What Golfers Get Wrong About Fitness (And the 4 Things That Actually Move the Needle)
Most golfers who train are training wrong for golf. Not because they're not working hard — but because they're working on the wrong things. Here's what actually improves your game.
Ask most golfers about their fitness routine and you'll hear variations of the same few things: they do some cardio, maybe some core work, hit the gym occasionally, or follow a generic program from a fitness app. Some are consistent about it. Most feel like they're doing something useful.
The problem isn't lack of effort. It's lack of specificity. Generic fitness work produces generic fitness results — which is fine for general health but produces minimal transfer to the golf course.
Here are the four most common things golfers get wrong about training — and what to do instead.
Mistake 1: Treating Core Work as Crunches
Golf instruction talks constantly about the "core." The result is that most golfers who try to train for golf load up on sit-ups, crunches, and planks. These exercises develop anterior core endurance, which is fine — but they don't develop the rotational stability that actually matters for golf.
The golf swing demands anti-rotation: the ability to resist and control rotational forces, not just generate them. The core's job in the golf swing is to transmit force from the lower body to the upper body without leaking energy in the middle — while simultaneously protecting the lumbar spine from the enormous rotational loads the swing creates.

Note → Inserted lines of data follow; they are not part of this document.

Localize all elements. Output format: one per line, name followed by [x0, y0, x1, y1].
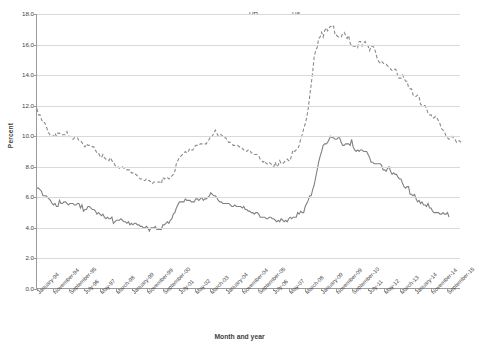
y-tick-label: 16.0: [8, 42, 34, 48]
gridline: [37, 197, 460, 198]
y-tick-mark: [34, 45, 37, 46]
gridline: [37, 75, 460, 76]
unemployment-line-chart: Percent 0.02.04.06.08.010.012.014.016.01…: [0, 0, 479, 351]
y-tick-mark: [34, 75, 37, 76]
y-tick-label: 0.0: [8, 286, 34, 292]
y-tick-mark: [34, 106, 37, 107]
y-tick-mark: [34, 136, 37, 137]
y-tick-label: 18.0: [8, 11, 34, 17]
y-tick-mark: [34, 197, 37, 198]
gridline: [37, 136, 460, 137]
plot-area: [36, 14, 460, 289]
y-tick-label: 12.0: [8, 103, 34, 109]
y-tick-label: 2.0: [8, 255, 34, 261]
y-tick-mark: [34, 14, 37, 15]
x-axis-title: Month and year: [0, 333, 479, 340]
y-axis-ticks: 0.02.04.06.08.010.012.014.016.018.0: [0, 0, 34, 351]
y-tick-label: 4.0: [8, 225, 34, 231]
gridline: [37, 14, 460, 15]
gridline: [37, 45, 460, 46]
y-tick-label: 10.0: [8, 133, 34, 139]
gridline: [37, 167, 460, 168]
y-tick-mark: [34, 167, 37, 168]
y-tick-label: 6.0: [8, 194, 34, 200]
y-tick-label: 14.0: [8, 72, 34, 78]
gridline: [37, 228, 460, 229]
y-tick-label: 8.0: [8, 164, 34, 170]
series-line-ur: [37, 136, 449, 231]
y-tick-mark: [34, 258, 37, 259]
gridline: [37, 106, 460, 107]
series-paths: [37, 14, 461, 289]
gridline: [37, 258, 460, 259]
y-tick-mark: [34, 228, 37, 229]
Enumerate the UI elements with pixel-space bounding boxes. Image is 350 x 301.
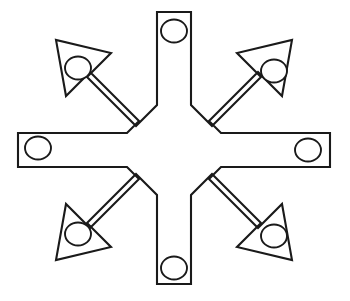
- star-drawing: [0, 0, 350, 301]
- hole-arm-east: [295, 139, 321, 162]
- hole-arm-west: [25, 137, 51, 160]
- hole-arm-northwest: [65, 57, 91, 80]
- hole-arm-north: [161, 20, 187, 43]
- hole-arm-southeast: [261, 225, 287, 248]
- figure-canvas: Eight-armed star bracket Line drawing of…: [0, 0, 350, 301]
- hole-arm-southwest: [65, 223, 91, 246]
- hole-arm-south: [161, 257, 187, 280]
- hole-arm-northeast: [261, 60, 287, 83]
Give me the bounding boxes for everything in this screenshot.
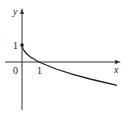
start-point-dot (20, 43, 24, 47)
y-axis-arrow-icon (20, 8, 24, 14)
graph: y x 0 1 1 (0, 0, 136, 117)
origin-label: 0 (13, 65, 18, 76)
y-axis-label: y (12, 6, 18, 17)
x-axis-label: x (113, 64, 119, 75)
y-tick-1-label: 1 (13, 40, 18, 51)
x-tick-1-label: 1 (37, 65, 42, 76)
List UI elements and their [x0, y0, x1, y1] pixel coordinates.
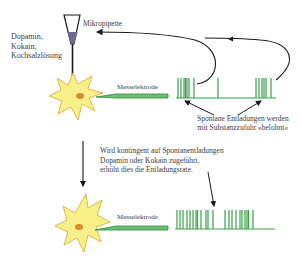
spike-train-bottom — [175, 210, 275, 229]
contingent-caption: Wird kontingent auf Spontanentladungen D… — [100, 146, 224, 175]
electrode-top-icon — [96, 94, 168, 98]
feedback-arrows — [97, 32, 289, 84]
neuron-top-icon — [49, 73, 103, 120]
diagram-canvas: Dopamin, Kokain, Kochsalzlösung Mikropip… — [0, 0, 300, 273]
substances-label: Dopamin, Kokain, Kochsalzlösung — [11, 32, 62, 61]
electrode-bottom-icon — [95, 226, 168, 230]
caption-arrows — [185, 101, 261, 115]
spontaneous-caption: Spontane Entladungen werden mit Substanz… — [197, 114, 289, 132]
spike-train-top — [176, 78, 276, 98]
electrode-bottom-label: Messelektrode — [117, 213, 158, 223]
pipette-label: Mikropipette — [83, 19, 122, 29]
electrode-top-label: Messelektrode — [117, 83, 158, 93]
neuron-bottom-icon — [55, 194, 110, 252]
contingent-arrow — [208, 172, 214, 206]
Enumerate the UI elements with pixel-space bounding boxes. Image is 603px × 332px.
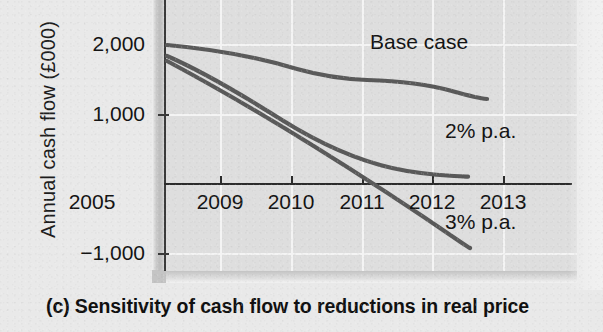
x-tick-label-2013: 2013: [480, 190, 527, 214]
x-tick-label-2010: 2010: [268, 190, 315, 214]
plot-area: Base case 2% p.a. 3% p.a.: [152, 0, 577, 283]
y-tick-label: −1,000: [48, 241, 145, 265]
figure-caption: (c) Sensitivity of cash flow to reductio…: [46, 295, 529, 318]
x-tick-label-2011: 2011: [339, 190, 384, 214]
y-tick-label: 1,000: [48, 102, 145, 126]
y-axis-tick-labels: 2,000 1,000 −1,000: [48, 0, 145, 332]
figure-sensitivity-chart: Annual cash flow (£000) 2,000 1,000 −1,0…: [0, 0, 603, 332]
series-line-3-percent: [167, 61, 470, 248]
y-tick-label: 2,000: [48, 32, 145, 56]
x-tick-label-2012: 2012: [409, 190, 456, 214]
series-label-2-percent: 2% p.a.: [445, 119, 516, 143]
x-tick-label-2009: 2009: [197, 190, 244, 214]
x-tick-label-2005: 2005: [69, 190, 116, 214]
series-label-base-case: Base case: [370, 30, 468, 54]
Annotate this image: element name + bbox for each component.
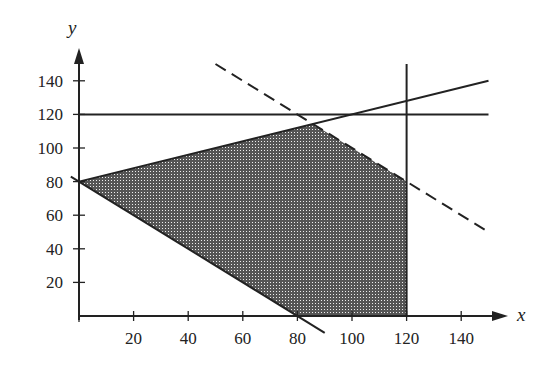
x-axis-label: x <box>516 304 526 325</box>
shaded-region <box>79 124 407 316</box>
x-tick-label: 20 <box>125 329 142 348</box>
x-tick-label: 120 <box>394 329 420 348</box>
y-tick-label: 140 <box>38 72 64 91</box>
y-tick-label: 60 <box>46 206 63 225</box>
y-tick-label: 120 <box>38 105 64 124</box>
y-tick-label: 80 <box>46 173 63 192</box>
y-tick-label: 20 <box>46 273 63 292</box>
x-tick-label: 140 <box>448 329 474 348</box>
x-tick-label: 60 <box>234 329 251 348</box>
x-tick-label: 40 <box>180 329 197 348</box>
y-axis-arrow-icon <box>74 48 84 64</box>
y-axis-label: y <box>66 17 77 38</box>
y-tick-label: 100 <box>38 139 64 158</box>
x-tick-label: 80 <box>289 329 306 348</box>
chart: 2040608010012014020406080100120140 y x <box>0 0 555 369</box>
plot-area: 2040608010012014020406080100120140 <box>38 48 509 348</box>
x-tick-label: 100 <box>339 329 365 348</box>
y-tick-label: 40 <box>46 240 63 259</box>
x-axis-arrow-icon <box>492 311 508 321</box>
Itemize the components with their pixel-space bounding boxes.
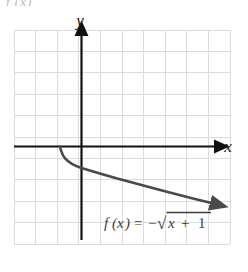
- radical-sign: √: [157, 214, 167, 233]
- radicand-variable: x: [167, 215, 175, 231]
- equation-minus-sign: −: [148, 215, 156, 231]
- radicand-constant: 1: [198, 215, 206, 231]
- coordinate-plane: x y f ( x ) = − √ x + 1: [0, 0, 248, 272]
- equation-variable: x: [116, 215, 124, 231]
- equation-equals: =: [134, 215, 142, 231]
- y-axis-label: y: [74, 11, 84, 30]
- function-curve: [60, 147, 213, 204]
- radicand-plus-sign: +: [181, 215, 189, 231]
- x-axis-label: x: [223, 137, 232, 156]
- equation-paren-close: ): [124, 215, 130, 232]
- function-graph-figure: f (x): [0, 0, 248, 272]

What to do instead: Pallof press variations, single-arm carries, rotational cable exercises, and dead bugs. These train the core to perform its actual function in the golf swing.
Mistake 2: Ignoring Hip Mobility
Hip mobility is the most common physical limiter in recreational golfers — and the most underaddressed. Most golfers are aware their hips could be more mobile. Almost none of them do structured hip mobility work with enough consistency to change it.
The consequences of restricted hip mobility are significant: limited backswing turn, compensatory lower back stress, poor kinematic sequencing in the downswing, and reduced club head speed. Hip mobility restriction is often the root cause of swing faults that instruction alone can never fix.
What to do instead: Daily hip 90/90 stretching, hip flexor work, and hip internal rotation drills. Ten minutes per day, every day, produces measurable improvement within 4–6 weeks.
Mistake 3: Training Strength Without Training Speed
Golfers who do lift weights often focus on general strength: bench press, squats, rows. This builds a physical base and has real value — but strength alone doesn't produce club head speed. Speed does.
Club head speed is a product of power — the rate at which force is developed and expressed. A stronger golfer who hasn't trained power may not swing faster than they did before getting stronger. The nervous system needs to learn to express that strength quickly.
What to do instead: Add dynamic effort training to your strength work. Medicine ball rotational throws, band-resisted hip turns, and kettlebell swings train the nervous system to fire muscles explosively — which is what the golf swing actually requires.
Mistake 4: Training Inconsistently and Expecting Results
Physical adaptation requires consistent stimulus over time. A golfer who trains hard for two weeks before a trip, then doesn't train again for six weeks, isn't building anything. They're creating temporary soreness and very little lasting change.
The minimum effective dose for meaningful golf fitness gains is 3 sessions per week for at least 6 consecutive weeks. That's not a lot — but it needs to be consistent. A simple, sustainable 3-day program done week after week will produce far better results than an intense but sporadic training effort.
What to do instead: Commit to a structured, progressive program with a clear endpoint and measurable outcomes. Use tools like the Golf Fitness Handicap™ to track whether your training is producing results — which it will, if you're consistent.
The Common Thread
All four mistakes share the same root: generic fitness applied to a specific sport. Golf makes specific physical demands. Training that addresses those demands specifically produces results that show up on the course. Training that doesn't — no matter how hard you work — mostly stays in the gym. For a closer look at why golfers should train differently, that piece covers the full case for sport-specific programming.
The golfers who improve fastest aren't the ones who train hardest. They're the ones who train most specifically.